Figure: ED boarding, LWBS rates, crowding
Current levels of emergency department boarding are making it impossible for many hospitals to meet the intent of the Emergency Medical Treatment & Labor Act (EMTALA), according to two new studies by Yale researchers. (JAMA Netw Open. 2022;5[9]:e2233964; https://bit.ly/3yCiTjx; 2022;5[9]:e2233708; https://bit.ly/3yJxaeC.)
Alexander Janke, MD, an emergency physician and a visiting research scientist at the Yale School of Medicine and the lead author of the studies, said the data documented unprecedented growth in rates of ED boarding and of patients who left without being seen. The research paints a clear picture of a widespread and increasing level of crowding in America's EDs, which the investigators said is a crisis that puts patient safety and access to care at risk.
Dr. Janke and colleagues found in their first study that boarding times exceeded the four-hour limit recommended by the Joint Commission when hospital occupancy rates reached 85 percent, something the study showed to be quite common. In fact, the median ED boarding time was 6.58 hours in the study, conducted between January 2020 and December 2021. Boarding times also worsened throughout this period, outpacing occupancy rates.
They found in the second study, conducted from January 2017 to December 2021, that the median rate of patients leaving without being seen nearly doubled from 1.1 percent to 2.1 percent. That rate was as high as 10 percent by the end of 2021 at the worst performing hospitals. Both studies used aggregated hospital measures available through a voluntary peer benchmarking service offered by the electronic health record vendor Epic from more than 1200 hospitals.
“I can tell you from experience that at some hospitals, the left without being seen [LWBS] rate can even reach 20 percent,” Dr. Janke said. “One in five people at the hardest-hit hospitals walk out the door after spending 12 to 24 hours waiting for care.”
It's an experience with which most emergency physicians can identify, he said, adding that “LWBS rates are awful and boarding times are out of control because we come in for our shift and there's somebody there we had admitted the day before. It's a smoldering problem in plain sight: People can't get the standard of care that they deserve and that they have a right to under federal law.”
‘We're in Trouble’
The problem is not ED management, said study co-author Arjun Venkatesh, MD, an associate professor of emergency medicine at the Yale School of Medicine, but a capacity crisis across the entire health care system. “We are putting emergency physicians in an impossible position by holding them responsible for stabilizing every patient who comes in the door but not giving them the space to do it,” he said. “Hospitals are understaffed and length of stay has gone up, but that's just the beginning. The roots of the problem lie beyond the hospital, as they have fewer and fewer places to discharge patients. There isn't enough capacity in skilled nursing facilities and rehabilitation hospitals, and there aren't enough home health nurses. We are in a total acute care capacity crisis in this country.”
Harms that result from excess ED boarding and LWBS rates are diffuse and spread across the health care system, Dr. Janke said. Waiting a little too long can lead to oversight, medical errors, and delays in basic care, he explained. “You can imagine older folks waiting longer to get cleaned up after soiling themselves, and those harms just compound.”
Dr. Janke recounted a story about a patient who waited for more than 12 hours in the ED to be seen for a serious skin and soft tissue infection. The patient slept in the waiting room overnight, and when Dr. Janke finally saw him, he said he had almost walked out a couple of times because he couldn't believe how long it was taking. Dr. Janke told the patient he was glad he had stayed because in just one more day he could have had a life-threatening problem. “That's just one of my personal close calls from a recent shift, but all of us have these stories,” he said.
Dr. Janke urged emergency physicians to advocate for timely, publicly available, and high granularity operational data at the hospital and ED levels so they can tell the public and policymakers whether EDs have the staff, space, and resources to take care of people.
The United States can't educate its way out of this problem, Dr. Venkatesh said, because there won't be enough graduates from medical schools and nursing schools. “We need transformative change in care, so that we can provide better and more effective care with fewer people, such as using automation to remove unnecessary friction points in the system that make health care such a human labor-intensive process.
“Can we use robots to bring samples from the ED to the lab? Can we use telesitters to monitor multiple at-risk behavioral health patients with suicidal ideation at a time, freeing up people to go back to the bedside? Right now, the financial incentives favor nonclinical work over clinical work and people being in the hospital over being at home,” he said. “Until there's a financial advantage to having a nurse working at the bedside instead of doing utilization review, we're in trouble.”
Ms. Shawis a freelance writer with more than 20 years of experience writing about health and medicine. She is also the author of Having Children After Cancer, the only guide for cancer survivors hoping to build their families after a cancer diagnosis. You can find her work atwww.writergina.com.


TASK DIRECTIONS
From top to bottom, write out the listing exactly and skip every picture.

============================================================

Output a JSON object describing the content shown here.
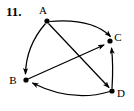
{
  "figure": {
    "problem_number": "11.",
    "type": "directed-graph",
    "stroke_color": "#000000",
    "background_color": "#ffffff"
  },
  "graph": {
    "vertices": [
      {
        "id": "A",
        "label": "A",
        "x": 47,
        "y": 21,
        "label_x": 43,
        "label_y": 14
      },
      {
        "id": "B",
        "label": "B",
        "x": 26,
        "y": 80,
        "label_x": 11,
        "label_y": 84
      },
      {
        "id": "C",
        "label": "C",
        "x": 110,
        "y": 41,
        "label_x": 115,
        "label_y": 41
      },
      {
        "id": "D",
        "label": "D",
        "x": 112,
        "y": 91,
        "label_x": 117,
        "label_y": 97
      }
    ],
    "edges": [
      {
        "from": "A",
        "to": "C",
        "shape": "curved",
        "label": "A to C"
      },
      {
        "from": "A",
        "to": "B",
        "shape": "curved",
        "label": "A to B"
      },
      {
        "from": "A",
        "to": "D",
        "shape": "straight",
        "label": "A to D"
      },
      {
        "from": "B",
        "to": "C",
        "shape": "straight",
        "label": "B to C"
      },
      {
        "from": "D",
        "to": "C",
        "shape": "straight",
        "label": "D to C"
      },
      {
        "from": "D",
        "to": "B",
        "shape": "curved",
        "label": "D to B"
      }
    ]
  }
}
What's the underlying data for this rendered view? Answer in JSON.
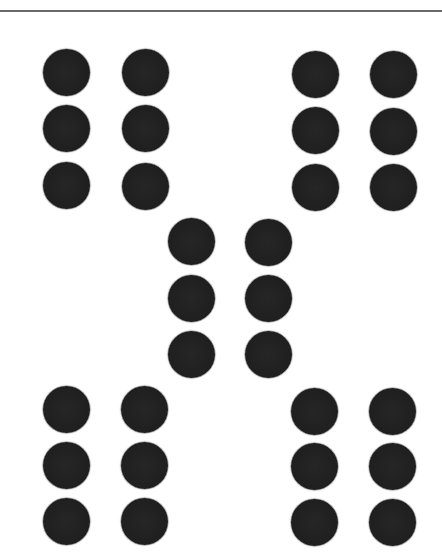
{
  "figure": {
    "background_color": "#ffffff",
    "rule_color": "#6a6a6a",
    "dot_color": "#222222",
    "dot_diameter": 47,
    "groups": [
      {
        "name": "top-left",
        "dots": [
          {
            "cx": 66,
            "cy": 72
          },
          {
            "cx": 145,
            "cy": 72
          },
          {
            "cx": 66,
            "cy": 128
          },
          {
            "cx": 145,
            "cy": 128
          },
          {
            "cx": 66,
            "cy": 185
          },
          {
            "cx": 145,
            "cy": 186
          }
        ]
      },
      {
        "name": "top-right",
        "dots": [
          {
            "cx": 315,
            "cy": 74
          },
          {
            "cx": 393,
            "cy": 74
          },
          {
            "cx": 315,
            "cy": 130
          },
          {
            "cx": 393,
            "cy": 131
          },
          {
            "cx": 315,
            "cy": 187
          },
          {
            "cx": 393,
            "cy": 187
          }
        ]
      },
      {
        "name": "center",
        "dots": [
          {
            "cx": 191,
            "cy": 241
          },
          {
            "cx": 268,
            "cy": 242
          },
          {
            "cx": 191,
            "cy": 298
          },
          {
            "cx": 268,
            "cy": 298
          },
          {
            "cx": 191,
            "cy": 354
          },
          {
            "cx": 268,
            "cy": 354
          }
        ]
      },
      {
        "name": "bottom-left",
        "dots": [
          {
            "cx": 66,
            "cy": 409
          },
          {
            "cx": 144,
            "cy": 409
          },
          {
            "cx": 66,
            "cy": 465
          },
          {
            "cx": 144,
            "cy": 465
          },
          {
            "cx": 66,
            "cy": 521
          },
          {
            "cx": 144,
            "cy": 521
          }
        ]
      },
      {
        "name": "bottom-right",
        "dots": [
          {
            "cx": 314,
            "cy": 411
          },
          {
            "cx": 392,
            "cy": 411
          },
          {
            "cx": 314,
            "cy": 466
          },
          {
            "cx": 392,
            "cy": 466
          },
          {
            "cx": 314,
            "cy": 522
          },
          {
            "cx": 392,
            "cy": 522
          }
        ]
      }
    ]
  }
}
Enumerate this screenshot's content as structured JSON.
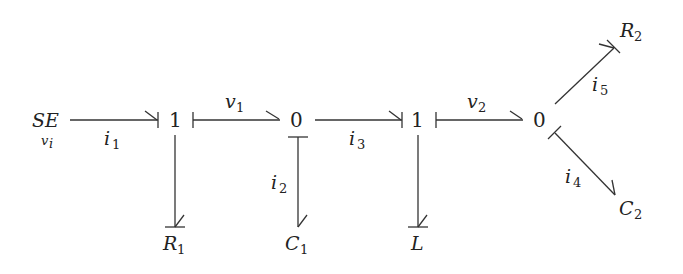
{
  "diagram": {
    "type": "bond graph",
    "nodes": {
      "source": {
        "label": "SE",
        "sub": "v",
        "sub_sub": "i"
      },
      "junction1a": {
        "label": "1"
      },
      "junction0a": {
        "label": "0"
      },
      "junction1b": {
        "label": "1"
      },
      "junction0b": {
        "label": "0"
      },
      "R1": {
        "label": "R",
        "sub": "1"
      },
      "C1": {
        "label": "C",
        "sub": "1"
      },
      "L": {
        "label": "L"
      },
      "R2": {
        "label": "R",
        "sub": "2"
      },
      "C2": {
        "label": "C",
        "sub": "2"
      }
    },
    "bonds": [
      {
        "from": "SE",
        "to": "1",
        "label": "i",
        "sub": "1"
      },
      {
        "from": "1",
        "to": "0",
        "label": "v",
        "sub": "1"
      },
      {
        "from": "0",
        "to": "C1",
        "label": "i",
        "sub": "2"
      },
      {
        "from": "0",
        "to": "1",
        "label": "i",
        "sub": "3"
      },
      {
        "from": "1",
        "to": "0",
        "label": "v",
        "sub": "2"
      },
      {
        "from": "0",
        "to": "C2",
        "label": "i",
        "sub": "4"
      },
      {
        "from": "0",
        "to": "R2",
        "label": "i",
        "sub": "5"
      },
      {
        "from": "1",
        "to": "R1"
      },
      {
        "from": "1",
        "to": "L"
      }
    ]
  }
}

============================================================

RESULT OF THIS TASK
Output a JSON object describing the content shown here.
{
  "figure": {
    "problem_number": "11.",
    "type": "directed-graph",
    "stroke_color": "#000000",
    "background_color": "#ffffff"
  },
  "graph": {
    "vertices": [
      {
        "id": "A",
        "label": "A",
        "x": 47,
        "y": 21,
        "label_x": 43,
        "label_y": 14
      },
      {
        "id": "B",
        "label": "B",
        "x": 26,
        "y": 80,
        "label_x": 11,
        "label_y": 84
      },
      {
        "id": "C",
        "label": "C",
        "x": 110,
        "y": 41,
        "label_x": 115,
        "label_y": 41
      },
      {
        "id": "D",
        "label": "D",
        "x": 112,
        "y": 91,
        "label_x": 117,
        "label_y": 97
      }
    ],
    "edges": [
      {
        "from": "A",
        "to": "C",
        "shape": "curved",
        "label": "A to C"
      },
      {
        "from": "A",
        "to": "B",
        "shape": "curved",
        "label": "A to B"
      },
      {
        "from": "A",
        "to": "D",
        "shape": "straight",
        "label": "A to D"
      },
      {
        "from": "B",
        "to": "C",
        "shape": "straight",
        "label": "B to C"
      },
      {
        "from": "D",
        "to": "C",
        "shape": "straight",
        "label": "D to C"
      },
      {
        "from": "D",
        "to": "B",
        "shape": "curved",
        "label": "D to B"
      }
    ]
  }
}
What's the underlying data for this rendered view? Answer in JSON.
{
  "figure": {
    "background_color": "#ffffff",
    "rule_color": "#6a6a6a",
    "dot_color": "#222222",
    "dot_diameter": 47,
    "groups": [
      {
        "name": "top-left",
        "dots": [
          {
            "cx": 66,
            "cy": 72
          },
          {
            "cx": 145,
            "cy": 72
          },
          {
            "cx": 66,
            "cy": 128
          },
          {
            "cx": 145,
            "cy": 128
          },
          {
            "cx": 66,
            "cy": 185
          },
          {
            "cx": 145,
            "cy": 186
          }
        ]
      },
      {
        "name": "top-right",
        "dots": [
          {
            "cx": 315,
            "cy": 74
          },
          {
            "cx": 393,
            "cy": 74
          },
          {
            "cx": 315,
            "cy": 130
          },
          {
            "cx": 393,
            "cy": 131
          },
          {
            "cx": 315,
            "cy": 187
          },
          {
            "cx": 393,
            "cy": 187
          }
        ]
      },
      {
        "name": "center",
        "dots": [
          {
            "cx": 191,
            "cy": 241
          },
          {
            "cx": 268,
            "cy": 242
          },
          {
            "cx": 191,
            "cy": 298
          },
          {
            "cx": 268,
            "cy": 298
          },
          {
            "cx": 191,
            "cy": 354
          },
          {
            "cx": 268,
            "cy": 354
          }
        ]
      },
      {
        "name": "bottom-left",
        "dots": [
          {
            "cx": 66,
            "cy": 409
          },
          {
            "cx": 144,
            "cy": 409
          },
          {
            "cx": 66,
            "cy": 465
          },
          {
            "cx": 144,
            "cy": 465
          },
          {
            "cx": 66,
            "cy": 521
          },
          {
            "cx": 144,
            "cy": 521
          }
        ]
      },
      {
        "name": "bottom-right",
        "dots": [
          {
            "cx": 314,
            "cy": 411
          },
          {
            "cx": 392,
            "cy": 411
          },
          {
            "cx": 314,
            "cy": 466
          },
          {
            "cx": 392,
            "cy": 466
          },
          {
            "cx": 314,
            "cy": 522
          },
          {
            "cx": 392,
            "cy": 522
          }
        ]
      }
    ]
  }
}
Enumerate this screenshot's content as structured JSON.
{
  "diagram": {
    "type": "bond graph",
    "nodes": {
      "source": {
        "label": "SE",
        "sub": "v",
        "sub_sub": "i"
      },
      "junction1a": {
        "label": "1"
      },
      "junction0a": {
        "label": "0"
      },
      "junction1b": {
        "label": "1"
      },
      "junction0b": {
        "label": "0"
      },
      "R1": {
        "label": "R",
        "sub": "1"
      },
      "C1": {
        "label": "C",
        "sub": "1"
      },
      "L": {
        "label": "L"
      },
      "R2": {
        "label": "R",
        "sub": "2"
      },
      "C2": {
        "label": "C",
        "sub": "2"
      }
    },
    "bonds": [
      {
        "from": "SE",
        "to": "1",
        "label": "i",
        "sub": "1"
      },
      {
        "from": "1",
        "to": "0",
        "label": "v",
        "sub": "1"
      },
      {
        "from": "0",
        "to": "C1",
        "label": "i",
        "sub": "2"
      },
      {
        "from": "0",
        "to": "1",
        "label": "i",
        "sub": "3"
      },
      {
        "from": "1",
        "to": "0",
        "label": "v",
        "sub": "2"
      },
      {
        "from": "0",
        "to": "C2",
        "label": "i",
        "sub": "4"
      },
      {
        "from": "0",
        "to": "R2",
        "label": "i",
        "sub": "5"
      },
      {
        "from": "1",
        "to": "R1"
      },
      {
        "from": "1",
        "to": "L"
      }
    ]
  }
}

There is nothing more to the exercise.